Money launderers often use a trick they have up their sleeve, when it comes to insuring that vigilant compliance officers experienced in uncovering trade-based money laundering (TBML) operations don't tumble to their schemes, when using Transaction Monitoring. Many of them have prior hands-on experience in international trade transactions, and they generally know what compliance is looking for, as they used to do the same thing in their prior, legitimate, positions in the industry.
Many of their "workarounds" involve what I choose to label combination money laundering; this means bundling two or more techniques within one complex operation. Allow me to illustrate:
1. The laundryman purchases a multi-million dollar work of art, using narcotics profits, which will ultimately be quietly transported abroad to a jurisdiction that has overworked and corrupt regulatory and law enforcement agencies, for sale. (Money laundering through Fine Art).
2.He has a company create a large number of copies (prints) of this and other works by the same artist, ostensibly for retail consumer sale abroad, but in truth and in fact to cover his export of the authentic work. He first advertises these items for sale with wholesalers and retailers in the destination country, and then requests, through a shell company there, a bulk purchase of those prints from the recipients of his ads.
3. One company abroad responds to his ad, and he ships 250 assorted prints to that firm. Within the shipment is the extremely valuable original which cannot be distinguished by anyone but a few experts from the originals. Should Customs open the shipment, the recipient is a well-known legitimate enterprise above suspicion, and the sale price is nominal.
( Trade-Based Money Laundering)
4. The original is picked up with the prints, and sold to a dealer in that city, who works in an industry still unregulated in that jurisdiction, legitimizing the sale proceeds there.
5. The laundryman proceeds to purchase an office building with the proceeds, creating cash flow for his client, who improves the structure and later sells it for a nice profit. That sale further legitimizes the client's formerly narco-capital.
Combination money laundering is extremely difficult to identify while in progress, because it requires knowledge of not just one, but multiple money laundering techniques. Unless your frontline compliance staff has a broad-based knowledge base in the field, they completely miss the scheme. This is why effective training is the first line of defense.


◆ Your objective: Omit every picture while you reproduce the entries that follow word for word.

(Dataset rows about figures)
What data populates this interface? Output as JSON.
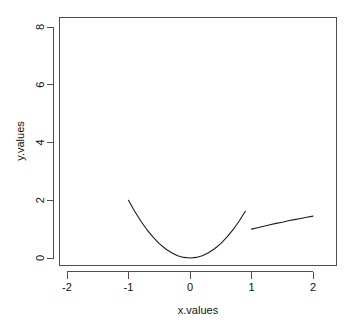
{
  "chart_data": {
    "type": "line",
    "title": "",
    "xlabel": "x.values",
    "ylabel": "y.values",
    "xlim": [
      -2.15,
      2.15
    ],
    "ylim": [
      -0.25,
      8.35
    ],
    "xticks": [
      -2,
      -1,
      0,
      1,
      2
    ],
    "xticklabels": [
      "-2",
      "-1",
      "0",
      "1",
      "2"
    ],
    "yticks": [
      0,
      2,
      4,
      6,
      8
    ],
    "yticklabels": [
      "0",
      "2",
      "4",
      "6",
      "8"
    ],
    "grid": false,
    "legend": false,
    "box": "L-shaped axes with outward ticks",
    "line_color": "#1a1a1a",
    "axis_color": "#4d4d4d",
    "background": "#ffffff",
    "series": [
      {
        "name": "y.values",
        "x": [
          -2.0,
          -1.9,
          -1.8,
          -1.7,
          -1.6,
          -1.5,
          -1.4,
          -1.3,
          -1.2,
          -1.1,
          -1.0,
          -0.9,
          -0.8,
          -0.7,
          -0.6,
          -0.5,
          -0.4,
          -0.3,
          -0.2,
          -0.1,
          0.0,
          0.1,
          0.2,
          0.3,
          0.4,
          0.5,
          0.6,
          0.7,
          0.8,
          0.9,
          1.0,
          1.1,
          1.2,
          1.3,
          1.4,
          1.5,
          1.6,
          1.7,
          1.8,
          1.9,
          2.0
        ],
        "y": [
          8.0,
          7.22,
          6.48,
          5.78,
          5.12,
          4.5,
          3.92,
          3.38,
          2.88,
          2.42,
          2.0,
          1.62,
          1.28,
          0.98,
          0.72,
          0.5,
          0.32,
          0.18,
          0.08,
          0.02,
          0.0,
          0.02,
          0.08,
          0.18,
          0.32,
          0.5,
          0.72,
          0.98,
          1.28,
          1.62,
          1.0,
          1.05,
          1.1,
          1.15,
          1.2,
          1.24,
          1.29,
          1.33,
          1.37,
          1.41,
          1.45
        ]
      }
    ],
    "annotations": {
      "min_point": {
        "x": 0,
        "y": 0
      },
      "left_endpoint": {
        "x": -2,
        "y": 8
      },
      "kink_point": {
        "x": 1,
        "y": 1
      },
      "right_endpoint": {
        "x": 2,
        "y": 1.45
      },
      "description": "Steeply falling parabola-like branch 2x^2 on the left, reaching a minimum near x=0, rising again, with a discontinuous drop/kink at x=1 to y=1 followed by a gently rising branch to y=1.45 at x=2."
    }
  }
}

◆ Reply to the exercise:
What data populates this interface? Output as JSON.
{
  "chart_data": {
    "type": "line",
    "title": "",
    "xlabel": "x.values",
    "ylabel": "y.values",
    "xlim": [
      -2.15,
      2.15
    ],
    "ylim": [
      -0.25,
      8.35
    ],
    "xticks": [
      -2,
      -1,
      0,
      1,
      2
    ],
    "xticklabels": [
      "-2",
      "-1",
      "0",
      "1",
      "2"
    ],
    "yticks": [
      0,
      2,
      4,
      6,
      8
    ],
    "yticklabels": [
      "0",
      "2",
      "4",
      "6",
      "8"
    ],
    "grid": false,
    "legend": false,
    "box": "L-shaped axes with outward ticks",
    "line_color": "#1a1a1a",
    "axis_color": "#4d4d4d",
    "background": "#ffffff",
    "series": [
      {
        "name": "y.values",
        "x": [
          -2.0,
          -1.9,
          -1.8,
          -1.7,
          -1.6,
          -1.5,
          -1.4,
          -1.3,
          -1.2,
          -1.1,
          -1.0,
          -0.9,
          -0.8,
          -0.7,
          -0.6,
          -0.5,
          -0.4,
          -0.3,
          -0.2,
          -0.1,
          0.0,
          0.1,
          0.2,
          0.3,
          0.4,
          0.5,
          0.6,
          0.7,
          0.8,
          0.9,
          1.0,
          1.1,
          1.2,
          1.3,
          1.4,
          1.5,
          1.6,
          1.7,
          1.8,
          1.9,
          2.0
        ],
        "y": [
          8.0,
          7.22,
          6.48,
          5.78,
          5.12,
          4.5,
          3.92,
          3.38,
          2.88,
          2.42,
          2.0,
          1.62,
          1.28,
          0.98,
          0.72,
          0.5,
          0.32,
          0.18,
          0.08,
          0.02,
          0.0,
          0.02,
          0.08,
          0.18,
          0.32,
          0.5,
          0.72,
          0.98,
          1.28,
          1.62,
          1.0,
          1.05,
          1.1,
          1.15,
          1.2,
          1.24,
          1.29,
          1.33,
          1.37,
          1.41,
          1.45
        ]
      }
    ],
    "annotations": {
      "min_point": {
        "x": 0,
        "y": 0
      },
      "left_endpoint": {
        "x": -2,
        "y": 8
      },
      "kink_point": {
        "x": 1,
        "y": 1
      },
      "right_endpoint": {
        "x": 2,
        "y": 1.45
      },
      "description": "Steeply falling parabola-like branch 2x^2 on the left, reaching a minimum near x=0, rising again, with a discontinuous drop/kink at x=1 to y=1 followed by a gently rising branch to y=1.45 at x=2."
    }
  }
}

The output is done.